THE RISE OF ORGANIZED CRIME AND SPECTER OF TREN DE ARAGUA
Raul Arancibia, a former top prosecutor for northern Chile’s Tarapaca region, remembers the first time he heard of “Tren de Aragua,” a Venezuelan trans-national gang.
In late 2021, when Venezuelan migration to Chile was growing exponentially, two women were caught crossing the border with ketamine, a rare drug in Chile at the time.
The investigation pointed to Pisiga, the Bolivian town on the other side of Colchane, where Tren de Aragua dominated the border and flow of migrants.
Chile’s north, which borders two major drug producers, has a large porous border and a major, duty-free port, was relatively unknown to international criminal organizations before large-scale immigration brought it to their attention.
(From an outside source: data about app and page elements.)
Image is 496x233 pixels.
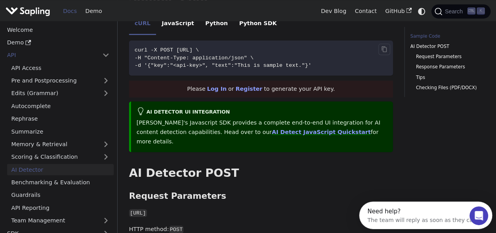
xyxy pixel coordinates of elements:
a: Summarize [7,126,114,137]
a: Rephrase [7,113,114,124]
a: Welcome [3,24,114,35]
kbd: K [477,7,485,15]
li: Python [200,13,234,35]
iframe: Intercom live chat discovery launcher [359,201,493,229]
code: [URL] [129,209,147,217]
a: Tips [416,74,480,81]
span: -d '{"key":"<api-key>", "text":"This is sample text."}' [135,62,312,68]
li: cURL [129,13,156,35]
a: Demo [3,37,114,48]
a: AI Detector [7,164,114,175]
a: Scoring & Classification [7,151,114,162]
a: Benchmarking & Evaluation [7,177,114,188]
a: API Reporting [7,202,114,213]
a: API Access [7,62,114,73]
div: Please or to generate your API key. [129,80,393,98]
a: Sample Code [410,33,482,40]
div: Need help? [8,7,117,13]
iframe: Intercom live chat [470,206,489,225]
a: Team Management [7,215,114,226]
a: Guardrails [7,189,114,201]
a: Memory & Retrieval [7,139,114,150]
a: Demo [81,5,106,17]
a: GitHub [381,5,416,17]
button: Copy code to clipboard [379,44,390,55]
a: Autocomplete [7,100,114,111]
p: [PERSON_NAME]'s Javascript SDK provides a complete end-to-end UI integration for AI content detec... [137,118,388,146]
a: Log In [207,86,227,92]
a: Docs [59,5,81,17]
a: Sapling.ai [5,5,53,17]
div: Open Intercom Messenger [3,3,140,25]
li: JavaScript [156,13,200,35]
a: Register [236,86,263,92]
a: Contact [351,5,381,17]
span: -H "Content-Type: application/json" \ [135,55,254,61]
div: The team will reply as soon as they can [8,13,117,21]
a: Edits (Grammar) [7,88,114,99]
a: Request Parameters [416,53,480,60]
a: Dev Blog [317,5,350,17]
a: Checking Files (PDF/DOCX) [416,84,480,91]
span: curl -X POST [URL] \ [135,47,199,53]
button: Switch between dark and light mode (currently system mode) [416,5,428,17]
a: API [3,49,98,61]
div: AI Detector UI integration [137,107,388,117]
h2: AI Detector POST [129,166,393,180]
span: Search [443,8,468,15]
a: Pre and Postprocessing [7,75,114,86]
button: Collapse sidebar category 'API' [98,49,114,61]
img: Sapling.ai [5,5,50,17]
li: Python SDK [234,13,283,35]
h3: Request Parameters [129,191,393,201]
a: AI Detect JavaScript Quickstart [272,129,371,135]
button: Search (Ctrl+K) [432,4,491,18]
a: AI Detector POST [410,43,482,50]
a: Response Parameters [416,63,480,71]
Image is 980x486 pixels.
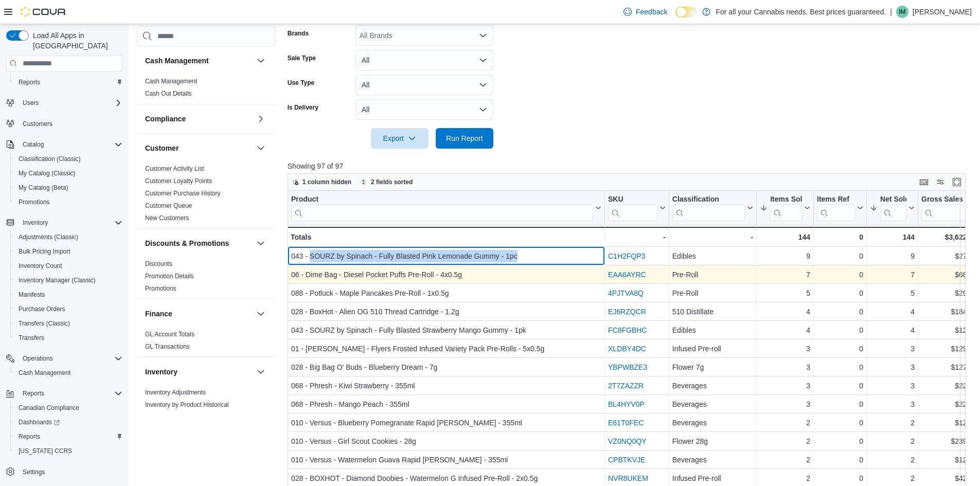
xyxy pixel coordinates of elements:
button: All [355,75,494,95]
span: Bulk Pricing Import [14,245,123,258]
div: 2 [760,472,811,485]
div: 0 [817,435,863,448]
button: 2 fields sorted [356,176,417,188]
button: Classification (Classic) [10,151,126,166]
div: $127.11 [922,361,977,373]
div: 2 [760,435,811,448]
span: Inventory Manager (Classic) [14,274,123,287]
span: 2 fields sorted [371,178,412,186]
a: FC8FGBHC [608,326,647,335]
div: Beverages [673,398,753,411]
span: Reports [18,78,40,86]
a: C1H2FQP3 [608,252,645,260]
div: $29.00 [922,287,977,299]
span: Promotions [145,284,177,292]
div: 0 [817,250,863,262]
a: VZ0NQ0QY [608,437,647,445]
button: Net Sold [870,195,915,221]
a: 2T7ZAZZR [608,382,644,390]
div: Pre-Roll [673,287,753,299]
div: Infused Pre-roll [673,472,753,485]
a: [US_STATE] CCRS [14,445,76,457]
span: Washington CCRS [14,445,123,457]
a: Inventory Count [14,260,67,272]
span: Bulk Pricing Import [18,247,70,256]
div: 0 [817,287,863,299]
a: Cash Management [14,366,75,379]
p: [PERSON_NAME] [913,6,972,18]
div: 3 [870,398,915,411]
button: All [355,50,494,70]
div: 9 [870,250,915,262]
button: Reports [18,387,48,400]
button: Inventory Count [10,259,126,273]
div: 5 [760,287,811,299]
a: Cash Out Details [145,90,192,97]
div: 2 [760,417,811,429]
span: Reports [18,433,40,441]
div: 0 [817,398,863,411]
div: $22.32 [922,380,977,392]
div: 0 [817,380,863,392]
a: Dashboards [10,415,126,429]
div: - [673,231,753,243]
div: 0 [817,417,863,429]
button: Users [2,95,126,110]
div: 0 [817,324,863,336]
span: Users [23,99,38,107]
button: Gross Sales [922,195,977,221]
button: [US_STATE] CCRS [10,444,126,458]
span: GL Account Totals [145,330,194,338]
a: Manifests [14,289,49,301]
div: 043 - SOURZ by Spinach - Fully Blasted Strawberry Mango Gummy - 1pk [291,324,602,336]
div: Totals [290,231,602,243]
a: Customer Loyalty Points [145,177,212,185]
div: Ian Mullan [896,6,909,18]
span: GL Transactions [145,343,190,351]
a: Bulk Pricing Import [14,245,75,258]
span: Settings [23,468,45,476]
p: | [890,6,892,18]
button: Cash Management [10,366,126,380]
div: Flower 7g [673,361,753,373]
div: Finance [137,328,275,357]
button: Catalog [18,138,48,151]
span: Catalog [23,140,44,148]
a: Inventory Adjustments [145,389,205,396]
a: Discounts [145,260,172,267]
button: Customer [255,142,267,154]
span: Manifests [18,290,45,299]
a: Adjustments (Classic) [14,231,82,243]
div: 3 [870,343,915,355]
button: Display options [934,176,947,188]
a: Dashboards [14,416,64,428]
div: Items Ref [817,195,855,221]
div: 2 [870,417,915,429]
div: $184.76 [922,306,977,318]
span: Transfers (Classic) [18,319,70,327]
a: Inventory by Product Historical [145,401,229,408]
a: Purchase Orders [14,303,69,315]
div: 068 - Phresh - Mango Peach - 355ml [291,398,602,411]
a: Classification (Classic) [14,153,85,165]
div: 144 [760,231,811,243]
button: Reports [2,386,126,400]
div: $129.51 [922,343,977,355]
h3: Compliance [145,114,186,124]
div: 2 [870,454,915,466]
h3: Customer [145,143,179,153]
button: Product [291,195,602,221]
div: 5 [870,287,915,299]
div: 0 [817,343,863,355]
span: Promotion Details [145,272,194,280]
div: Beverages [673,380,753,392]
a: CPBTKVJE [608,456,645,464]
button: Discounts & Promotions [255,237,267,250]
span: Discounts [145,260,172,268]
span: Run Report [446,133,483,143]
a: Canadian Compliance [14,402,84,414]
a: Promotion Details [145,273,194,280]
div: 4 [870,324,915,336]
button: Compliance [255,112,267,125]
button: 1 column hidden [288,176,355,188]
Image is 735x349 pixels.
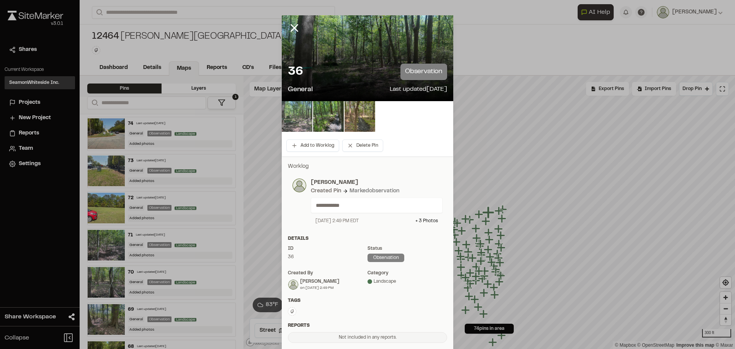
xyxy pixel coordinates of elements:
[288,297,447,304] div: Tags
[367,269,447,276] div: category
[292,178,306,192] img: photo
[286,139,339,152] button: Add to Worklog
[288,307,296,315] button: Edit Tags
[288,85,313,95] p: General
[288,253,367,260] div: 36
[288,245,367,252] div: ID
[300,285,339,290] div: on [DATE] 2:49 PM
[288,235,447,242] div: Details
[282,101,312,132] img: file
[300,278,339,285] div: [PERSON_NAME]
[367,278,447,285] div: Landscape
[288,64,303,80] p: 36
[288,269,367,276] div: Created by
[313,101,344,132] img: file
[288,162,447,171] p: Worklog
[415,217,438,224] div: + 3 Photo s
[342,139,383,152] button: Delete Pin
[390,85,447,95] p: Last updated [DATE]
[367,253,404,262] div: observation
[315,217,359,224] div: [DATE] 2:49 PM EDT
[288,322,447,329] div: Reports
[311,187,341,195] div: Created Pin
[367,245,447,252] div: Status
[288,279,298,289] img: Joseph Boyatt
[400,64,447,80] p: observation
[344,101,375,132] img: file
[311,178,442,187] p: [PERSON_NAME]
[288,332,447,342] div: Not included in any reports.
[349,187,399,195] div: Marked observation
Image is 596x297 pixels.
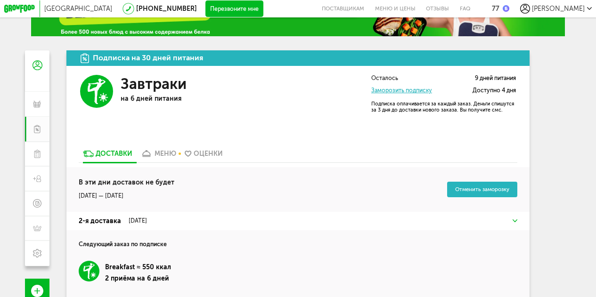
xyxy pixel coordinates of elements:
[96,150,132,158] div: Доставки
[79,216,121,226] div: 2-я доставка
[44,5,112,13] span: [GEOGRAPHIC_DATA]
[136,5,197,13] a: [PHONE_NUMBER]
[79,231,518,249] h4: Следующий заказ по подписке
[194,150,223,158] div: Оценки
[79,192,174,200] p: [DATE] — [DATE]
[475,75,516,81] span: 9 дней питания
[473,87,516,93] span: Доступно 4 дня
[155,150,176,158] div: меню
[137,149,181,163] a: меню
[93,54,203,62] div: Подписка на 30 дней питания
[372,87,432,94] a: Заморозить подписку
[79,149,137,163] a: Доставки
[129,218,147,224] div: [DATE]
[105,261,171,274] div: Breakfast ≈ 550 ккал
[181,149,227,163] a: Оценки
[105,274,171,283] div: 2 приёма на 6 дней
[79,180,174,186] h4: В эти дни доставок не будет
[532,5,585,13] span: [PERSON_NAME]
[447,182,518,198] button: Отменить заморозку
[503,5,510,12] img: bonus_b.cdccf46.png
[372,101,516,113] p: Подписка оплачивается за каждый заказ. Деньги спишутся за 3 дня до доставки нового заказа. Вы пол...
[372,75,398,81] span: Осталось
[81,53,89,63] img: icon.da23462.svg
[121,95,241,103] p: на 6 дней питания
[206,0,264,17] button: Перезвоните мне
[513,220,518,223] img: arrow-down-green.fb8ae4f.svg
[121,75,187,93] h3: Завтраки
[492,5,500,13] div: 77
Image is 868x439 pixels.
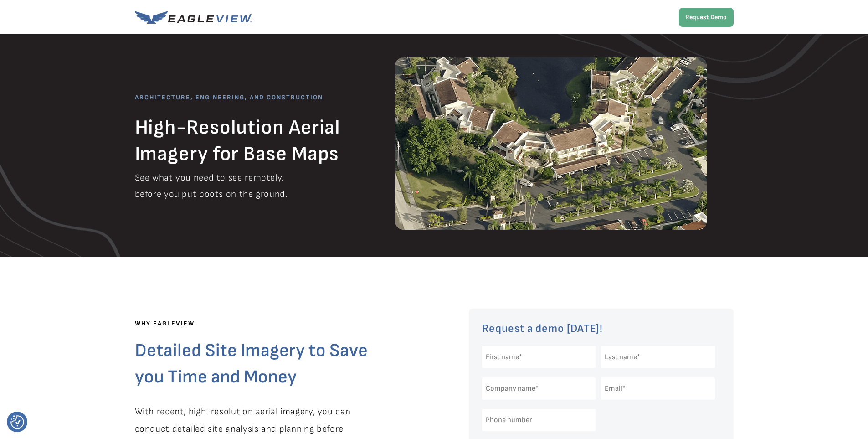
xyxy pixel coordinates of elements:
[135,94,323,101] span: ARCHITECTURE, ENGINEERING, AND CONSTRUCTION
[135,173,284,183] span: See what you need to see remotely,
[135,340,368,388] span: Detailed Site Imagery to Save you Time and Money
[135,319,194,327] span: WHY EAGLEVIEW
[601,346,715,369] input: Last name*
[601,378,715,400] input: Email*
[11,416,24,429] button: Consent Preferences
[686,13,727,21] strong: Request Demo
[482,409,596,432] input: Phone number
[482,322,603,335] span: Request a demo [DATE]!
[679,8,734,27] a: Request Demo
[135,116,341,166] span: High-Resolution Aerial Imagery for Base Maps
[482,378,596,400] input: Company name*
[482,346,596,369] input: First name*
[11,416,24,429] img: Revisit consent button
[135,189,287,200] span: before you put boots on the ground.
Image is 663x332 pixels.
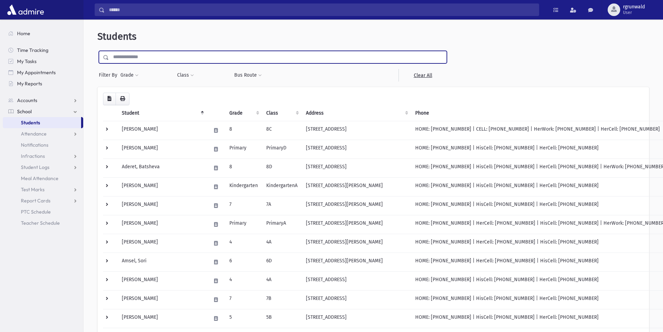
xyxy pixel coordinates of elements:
[3,95,83,106] a: Accounts
[262,215,302,234] td: PrimaryA
[116,93,130,105] button: Print
[120,69,139,81] button: Grade
[302,121,411,140] td: [STREET_ADDRESS]
[302,234,411,252] td: [STREET_ADDRESS][PERSON_NAME]
[118,234,207,252] td: [PERSON_NAME]
[3,139,83,150] a: Notifications
[21,197,50,204] span: Report Cards
[262,121,302,140] td: 8C
[118,196,207,215] td: [PERSON_NAME]
[3,162,83,173] a: Student Logs
[118,121,207,140] td: [PERSON_NAME]
[17,108,32,115] span: School
[623,10,645,15] span: User
[17,47,48,53] span: Time Tracking
[262,177,302,196] td: KindergartenA
[399,69,447,81] a: Clear All
[225,234,262,252] td: 4
[262,309,302,328] td: 5B
[3,56,83,67] a: My Tasks
[21,220,60,226] span: Teacher Schedule
[3,217,83,228] a: Teacher Schedule
[3,128,83,139] a: Attendance
[225,105,262,121] th: Grade: activate to sort column ascending
[118,271,207,290] td: [PERSON_NAME]
[262,271,302,290] td: 4A
[3,184,83,195] a: Test Marks
[3,28,83,39] a: Home
[623,4,645,10] span: rgrunwald
[262,196,302,215] td: 7A
[97,31,136,42] span: Students
[225,158,262,177] td: 8
[302,271,411,290] td: [STREET_ADDRESS]
[105,3,539,16] input: Search
[3,195,83,206] a: Report Cards
[225,290,262,309] td: 7
[118,252,207,271] td: Amsel, Sori
[302,140,411,158] td: [STREET_ADDRESS]
[3,206,83,217] a: PTC Schedule
[234,69,262,81] button: Bus Route
[262,252,302,271] td: 6D
[118,309,207,328] td: [PERSON_NAME]
[302,158,411,177] td: [STREET_ADDRESS]
[177,69,194,81] button: Class
[118,177,207,196] td: [PERSON_NAME]
[21,119,40,126] span: Students
[3,150,83,162] a: Infractions
[225,252,262,271] td: 6
[262,290,302,309] td: 7B
[118,158,207,177] td: Aderet, Batsheva
[17,30,30,37] span: Home
[225,121,262,140] td: 8
[99,71,120,79] span: Filter By
[118,140,207,158] td: [PERSON_NAME]
[3,106,83,117] a: School
[225,196,262,215] td: 7
[21,175,58,181] span: Meal Attendance
[262,140,302,158] td: PrimaryD
[302,215,411,234] td: [STREET_ADDRESS][PERSON_NAME]
[302,105,411,121] th: Address: activate to sort column ascending
[262,158,302,177] td: 8D
[225,215,262,234] td: Primary
[21,153,45,159] span: Infractions
[17,97,37,103] span: Accounts
[17,69,56,76] span: My Appointments
[118,215,207,234] td: [PERSON_NAME]
[21,186,45,193] span: Test Marks
[262,105,302,121] th: Class: activate to sort column ascending
[17,80,42,87] span: My Reports
[225,271,262,290] td: 4
[6,3,46,17] img: AdmirePro
[3,45,83,56] a: Time Tracking
[21,142,48,148] span: Notifications
[225,140,262,158] td: Primary
[302,252,411,271] td: [STREET_ADDRESS][PERSON_NAME]
[118,105,207,121] th: Student: activate to sort column descending
[3,173,83,184] a: Meal Attendance
[103,93,116,105] button: CSV
[21,131,47,137] span: Attendance
[118,290,207,309] td: [PERSON_NAME]
[302,309,411,328] td: [STREET_ADDRESS]
[21,209,51,215] span: PTC Schedule
[3,67,83,78] a: My Appointments
[3,117,81,128] a: Students
[21,164,49,170] span: Student Logs
[302,196,411,215] td: [STREET_ADDRESS][PERSON_NAME]
[262,234,302,252] td: 4A
[302,290,411,309] td: [STREET_ADDRESS]
[17,58,37,64] span: My Tasks
[225,177,262,196] td: Kindergarten
[3,78,83,89] a: My Reports
[302,177,411,196] td: [STREET_ADDRESS][PERSON_NAME]
[225,309,262,328] td: 5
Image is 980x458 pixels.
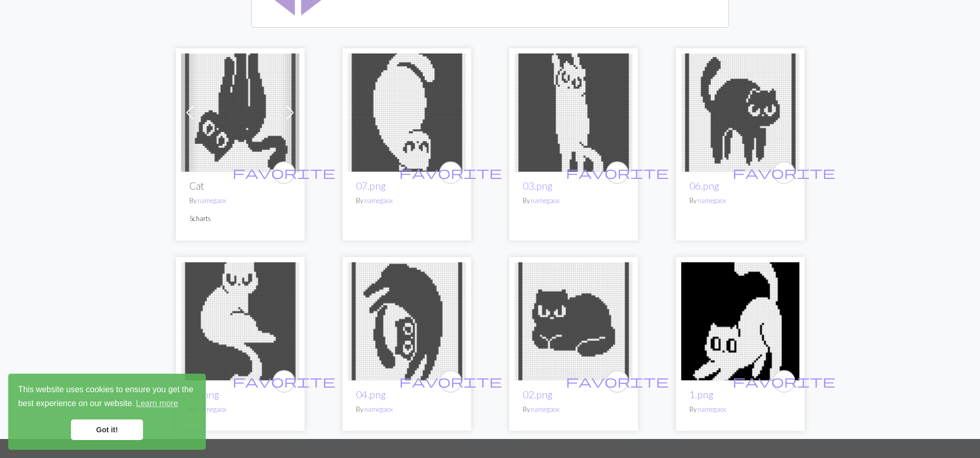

“And when you traffic people you say, why don’t we traffic weapons? If you already have control and knowledge of the routes, you expand your business,” Arancibia said.
He said they began seeing new types of crimes like extortion, torture and contract killings that quickly spread across the region.
“Even Chilean criminals weren’t used to that kind of violence so they had to adapt” and become more violent, Arancibia said.
He said he tried to sound the alarm bells in Santiago in 2021, but his warnings went unheeded. Then when President Gabriel Boric assumed power in 2022, murders reached their highest level and the progressive government scrambled to boost funding for police, pass new laws, create dedicated task forces to fight organized crime, and deploy the military to the border.
The Chilean government says it has arrested hundreds of Tren de Aragua members and has the gang on its back foot while the current administration and Jara say that lifting banking secrecy laws are an essential next step to tackling organized crime.
Right-wing candidates disagree and are opting for varying degrees of heavy handed approaches to fight gangs and stem migration.
For Dammert, focusing too much on the border and international organized crime groups draws attention away from how deep-rooted the problem has become.
“Sometime we look at the transnational criminal groups really closely but forget to look at our own,” Dammert said. “At the end of the day, most of the people in prison are Chilean and most of the gangs are run by Chileans.”
(Reporting by Alexander Villegas; Additional reporting by Sarah Morland and Alistair Bell)
Disclaimer: This report is auto generated from the Reuters news service. ThePrint holds no responsibility for its content.